Years ago, it snowed on my block in Brooklyn. Then it got icy. Most of my neighbors shoveled and salted. One did not.
My elderly father was coming to visit on the subway. I looked at that one untended patch and worried about my dad. Later that day, the homeowner was outside, and I mentioned it to him.
“Oh, I didn’t get around to it,” he said.
Because this happened long ago, I am giving him possibly undue credit. Sadly, if memory serves, what he actually said was,
“I didn’t feel like it.”
In the last pivotal scene of It’s a Wonderful Life, George’s crisis is solved by the community coming together, one by one, to take care of him. It’s their way of giving back to the man who’s helped his neighbors, as did his father before him, for decades.
As the sadness sinks in from the devastation in California, one thing is clear. Many people are taking care of each other.
“The city has stepped up where elected officials have not.
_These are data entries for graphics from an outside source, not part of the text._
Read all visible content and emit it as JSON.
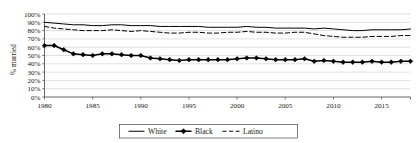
{
  "chart_data": {
    "type": "line",
    "title": "",
    "xlabel": "",
    "ylabel": "% married",
    "xlim": [
      1980,
      2018
    ],
    "ylim": [
      0,
      100
    ],
    "ytick_labels": [
      "100%",
      "90%",
      "80%",
      "70%",
      "60%",
      "50%",
      "40%",
      "30%",
      "20%",
      "10%",
      "0%"
    ],
    "ytick_values": [
      100,
      90,
      80,
      70,
      60,
      50,
      40,
      30,
      20,
      10,
      0
    ],
    "xtick_labels": [
      "1980",
      "1985",
      "1990",
      "1995",
      "2000",
      "2005",
      "2010",
      "2015"
    ],
    "xtick_values": [
      1980,
      1985,
      1990,
      1995,
      2000,
      2005,
      2010,
      2015
    ],
    "grid": true,
    "grid_axis": "y",
    "legend_position": "bottom",
    "x": [
      1980,
      1981,
      1982,
      1983,
      1984,
      1985,
      1986,
      1987,
      1988,
      1989,
      1990,
      1991,
      1992,
      1993,
      1994,
      1995,
      1996,
      1997,
      1998,
      1999,
      2000,
      2001,
      2002,
      2003,
      2004,
      2005,
      2006,
      2007,
      2008,
      2009,
      2010,
      2011,
      2012,
      2013,
      2014,
      2015,
      2016,
      2017,
      2018
    ],
    "series": [
      {
        "name": "White",
        "style": "solid",
        "marker": "none",
        "color": "#000000",
        "values": [
          90,
          89,
          88,
          87,
          87,
          86,
          86,
          87,
          87,
          86,
          86,
          86,
          85,
          85,
          85,
          85,
          85,
          84,
          84,
          84,
          84,
          85,
          84,
          84,
          83,
          83,
          83,
          83,
          82,
          83,
          82,
          81,
          80,
          80,
          81,
          81,
          81,
          81,
          82
        ]
      },
      {
        "name": "Black",
        "style": "solid",
        "marker": "diamond",
        "color": "#000000",
        "values": [
          62,
          62,
          57,
          52,
          51,
          50,
          52,
          52,
          51,
          50,
          50,
          47,
          46,
          45,
          44,
          45,
          45,
          45,
          45,
          45,
          46,
          47,
          47,
          46,
          45,
          45,
          45,
          46,
          43,
          44,
          43,
          42,
          42,
          42,
          43,
          42,
          42,
          43,
          43
        ]
      },
      {
        "name": "Latino",
        "style": "dashed",
        "marker": "none",
        "color": "#000000",
        "values": [
          85,
          83,
          82,
          81,
          80,
          80,
          80,
          81,
          80,
          79,
          80,
          79,
          78,
          77,
          77,
          78,
          78,
          77,
          77,
          78,
          78,
          79,
          78,
          78,
          77,
          77,
          78,
          78,
          76,
          74,
          73,
          72,
          72,
          72,
          73,
          73,
          73,
          74,
          74
        ]
      }
    ],
    "legend": [
      {
        "label": "White",
        "style": "solid",
        "marker": "none"
      },
      {
        "label": "Black",
        "style": "solid",
        "marker": "diamond"
      },
      {
        "label": "Latino",
        "style": "dashed",
        "marker": "none"
      }
    ]
  }
}
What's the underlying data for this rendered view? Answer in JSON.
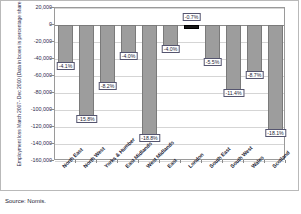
{
  "figure": {
    "y_axis_title_line1": "Employment loss March 2007- Dec 2010",
    "y_axis_title_line2": "(Data in boxes is percentage share of losses)",
    "source_note": "Source: Nomis."
  },
  "chart_data": {
    "type": "bar",
    "title": "",
    "subtitle": "",
    "xlabel": "",
    "ylabel": "Employment loss March 2007- Dec 2010 (Data in boxes is percentage share of losses)",
    "categories": [
      "North East",
      "North West",
      "Yorks & Humber",
      "East Midlands",
      "West Midlands",
      "East",
      "London",
      "South East",
      "South West",
      "Wales",
      "Scotland"
    ],
    "values": [
      -48000,
      -110000,
      -72000,
      -36000,
      -133000,
      -28000,
      -5000,
      -44000,
      -80000,
      -59000,
      -127000
    ],
    "data_labels": [
      "-4.1%",
      "-15.8%",
      "-8.2%",
      "-4.0%",
      "-18.8%",
      "-4.0%",
      "-0.7%",
      "-5.5%",
      "-11.4%",
      "-8.7%",
      "-18.1%"
    ],
    "ylim": [
      -160000,
      20000
    ],
    "ytick_labels": [
      "20,000",
      "0",
      "-20,000",
      "-40,000",
      "-60,000",
      "-80,000",
      "-100,000",
      "-120,000",
      "-140,000",
      "-160,000"
    ],
    "ytick_values": [
      20000,
      0,
      -20000,
      -40000,
      -60000,
      -80000,
      -100000,
      -120000,
      -140000,
      -160000
    ],
    "grid": true,
    "legend": "none",
    "bar_color": "#9d9d9d",
    "highlight_bar_color": "#171717",
    "highlight_category": "London",
    "annotations": [
      "Source: Nomis."
    ]
  }
}
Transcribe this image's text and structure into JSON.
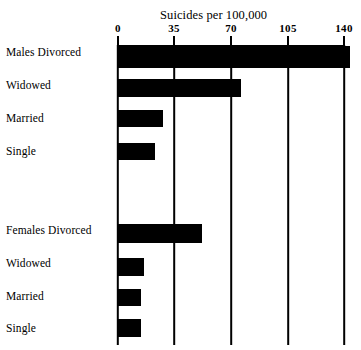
{
  "chart_data": {
    "type": "bar",
    "orientation": "horizontal",
    "title": "Suicides per 100,000",
    "xlabel": "",
    "ylabel": "",
    "xlim": [
      0,
      140
    ],
    "xticks": [
      0,
      35,
      70,
      105,
      140
    ],
    "xtick_labels": [
      "0",
      "35",
      "70",
      "105",
      "140"
    ],
    "grid": true,
    "legend": false,
    "bar_color": "#000000",
    "background_color": "#ffffff",
    "groups": [
      {
        "name": "Males",
        "categories": [
          "Males Divorced",
          "Widowed",
          "Married",
          "Single"
        ],
        "values": [
          144,
          76,
          28,
          23
        ]
      },
      {
        "name": "Females",
        "categories": [
          "Females Divorced",
          "Widowed",
          "Married",
          "Single"
        ],
        "values": [
          52,
          16,
          14,
          14
        ]
      }
    ],
    "categories": [
      "Males Divorced",
      "Widowed",
      "Married",
      "Single",
      "Females Divorced",
      "Widowed",
      "Married",
      "Single"
    ],
    "values": [
      144,
      76,
      28,
      23,
      52,
      16,
      14,
      14
    ]
  },
  "axis": {
    "ticks": [
      {
        "label": "0",
        "value": 0
      },
      {
        "label": "35",
        "value": 35
      },
      {
        "label": "70",
        "value": 70
      },
      {
        "label": "105",
        "value": 105
      },
      {
        "label": "140",
        "value": 140
      }
    ]
  },
  "rows": [
    {
      "label": "Males Divorced",
      "value": 144,
      "top": 46,
      "height": 22
    },
    {
      "label": "Widowed",
      "value": 76,
      "top": 79,
      "height": 18
    },
    {
      "label": "Married",
      "value": 28,
      "top": 110,
      "height": 17
    },
    {
      "label": "Single",
      "value": 23,
      "top": 143,
      "height": 17
    },
    {
      "label": "Females Divorced",
      "value": 52,
      "top": 224,
      "height": 19
    },
    {
      "label": "Widowed",
      "value": 16,
      "top": 258,
      "height": 18
    },
    {
      "label": "Married",
      "value": 14,
      "top": 289,
      "height": 17
    },
    {
      "label": "Single",
      "value": 14,
      "top": 319,
      "height": 18
    }
  ],
  "label_positions": [
    {
      "top": 46
    },
    {
      "top": 79
    },
    {
      "top": 112
    },
    {
      "top": 145
    },
    {
      "top": 224
    },
    {
      "top": 257
    },
    {
      "top": 290
    },
    {
      "top": 322
    }
  ]
}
From firefighters and E.M.T.s to everyone who has offered shelter, volunteered and pitched in on GoFundMe pages, I’ve never seen such unity,” Amy Chozick wrote in The New York Times.
And in a beautiful piece of journalism, Ken Bennsinger and Ryan Mac wrote about an Altadena Arco-station-turned-help hub.
“Yet somehow this filling station, perched across the street from one of the most destructive wildfires in California’s history, had suddenly become the vibrant hub of a traumatized neighborhood, a harbor for residents desperate for food, clothes and, especially, community.” – The New York Times
First Lady Rosalynn Carter once said, “There are only four kinds of people in the world: those who have been caregivers, those who are currently caregivers, those who will be caregivers, and those who will need caregivers.”
Caregiving is what human beings do, whether we feel like it or not.